→ WHAT THE TASK REQUIRES: Go through the listing below and return each line that includes "toolbar".

====

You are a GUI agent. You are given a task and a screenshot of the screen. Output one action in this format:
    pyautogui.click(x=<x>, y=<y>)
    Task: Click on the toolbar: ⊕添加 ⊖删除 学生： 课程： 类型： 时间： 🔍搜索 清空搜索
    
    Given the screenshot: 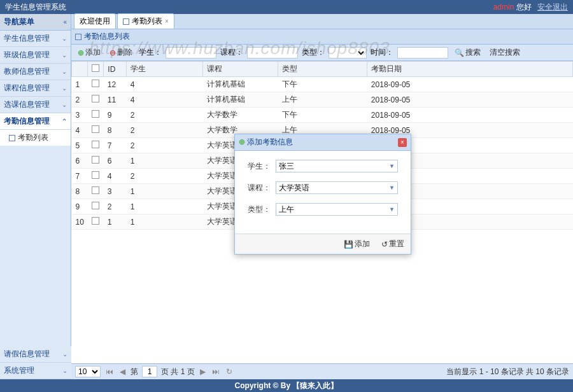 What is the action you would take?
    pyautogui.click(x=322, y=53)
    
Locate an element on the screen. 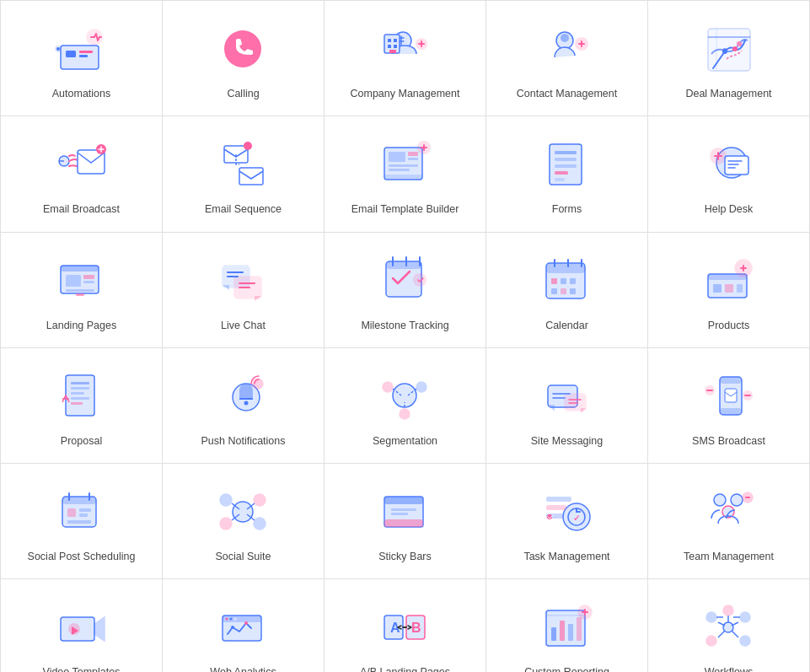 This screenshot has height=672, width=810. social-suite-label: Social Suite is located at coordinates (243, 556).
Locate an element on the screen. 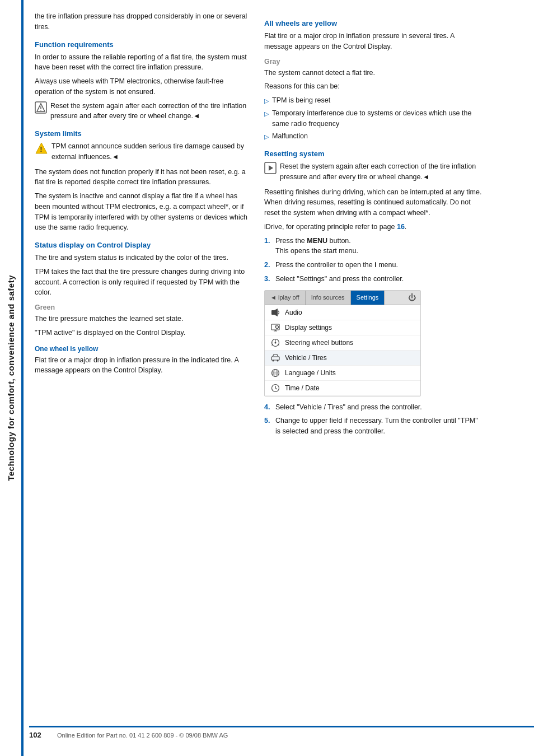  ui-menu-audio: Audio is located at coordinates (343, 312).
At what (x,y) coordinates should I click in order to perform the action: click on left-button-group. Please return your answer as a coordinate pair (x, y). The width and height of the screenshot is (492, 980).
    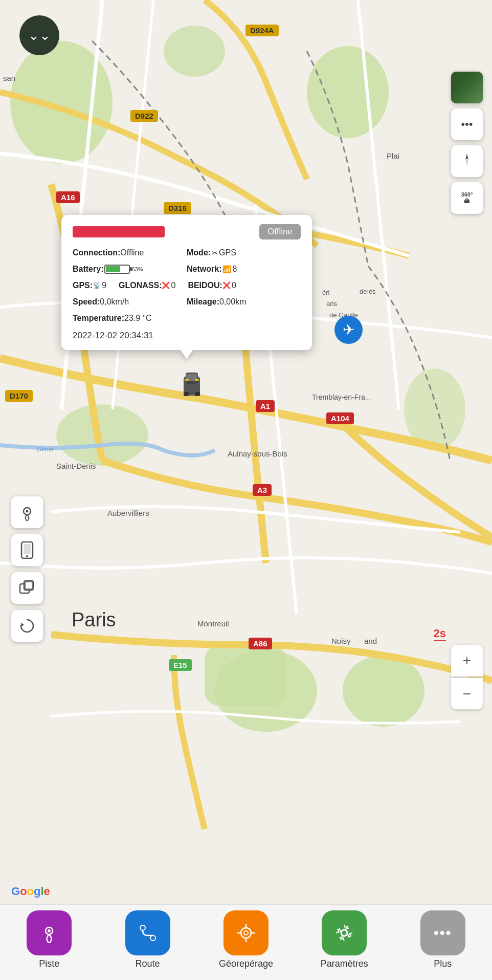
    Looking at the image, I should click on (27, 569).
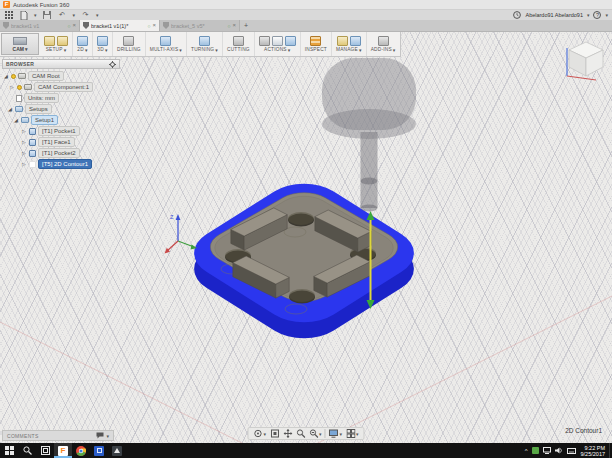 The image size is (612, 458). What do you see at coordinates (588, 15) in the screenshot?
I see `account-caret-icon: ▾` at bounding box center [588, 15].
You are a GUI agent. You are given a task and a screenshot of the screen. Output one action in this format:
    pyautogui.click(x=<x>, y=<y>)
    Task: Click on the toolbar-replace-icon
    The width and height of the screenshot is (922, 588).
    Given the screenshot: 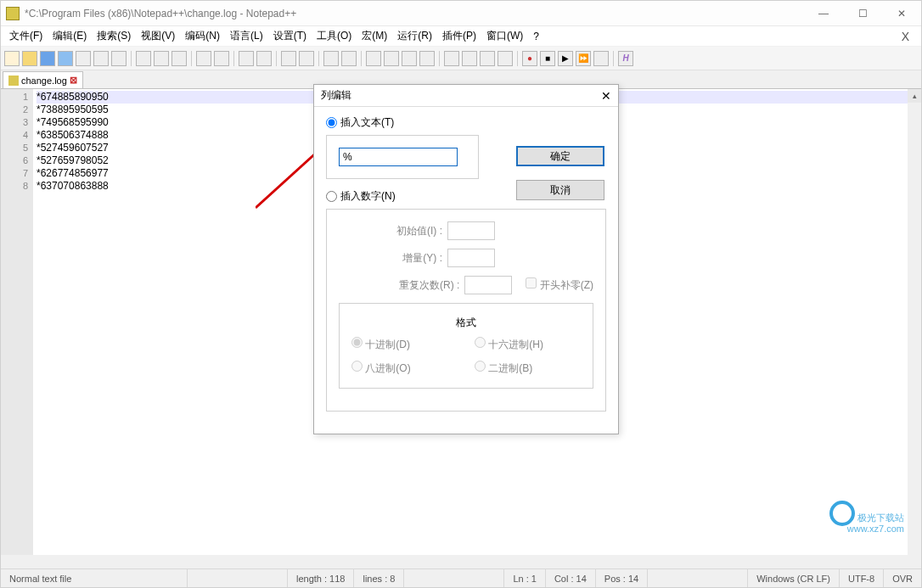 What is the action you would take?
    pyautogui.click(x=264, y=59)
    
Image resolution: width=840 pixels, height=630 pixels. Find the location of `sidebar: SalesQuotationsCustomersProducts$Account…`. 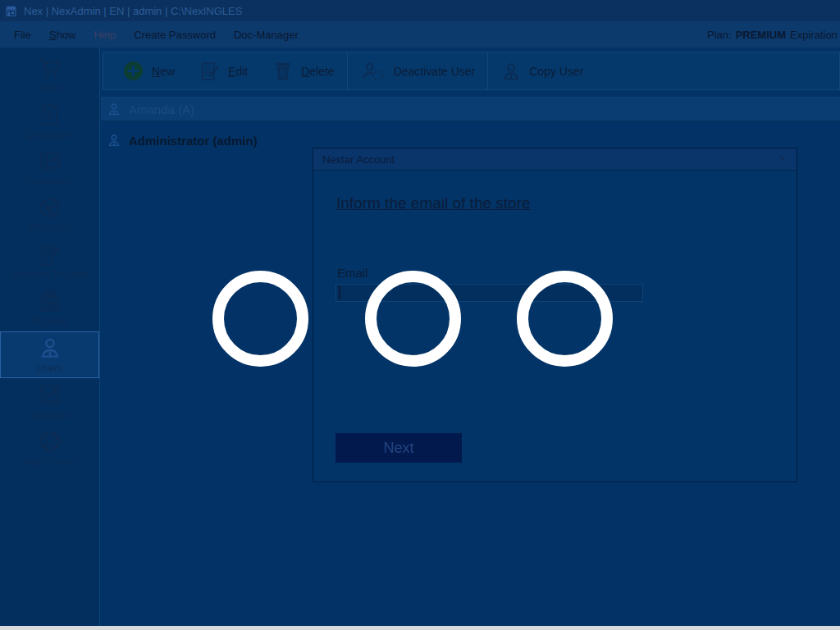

====

→ EXPECTED OUTPUT:
    Task: Click on the toolbar: ⊕添加 ⊖删除 学生： 课程： 类型： 时间： 🔍搜索 清空搜索
    Task: Click on the toolbar-replace-icon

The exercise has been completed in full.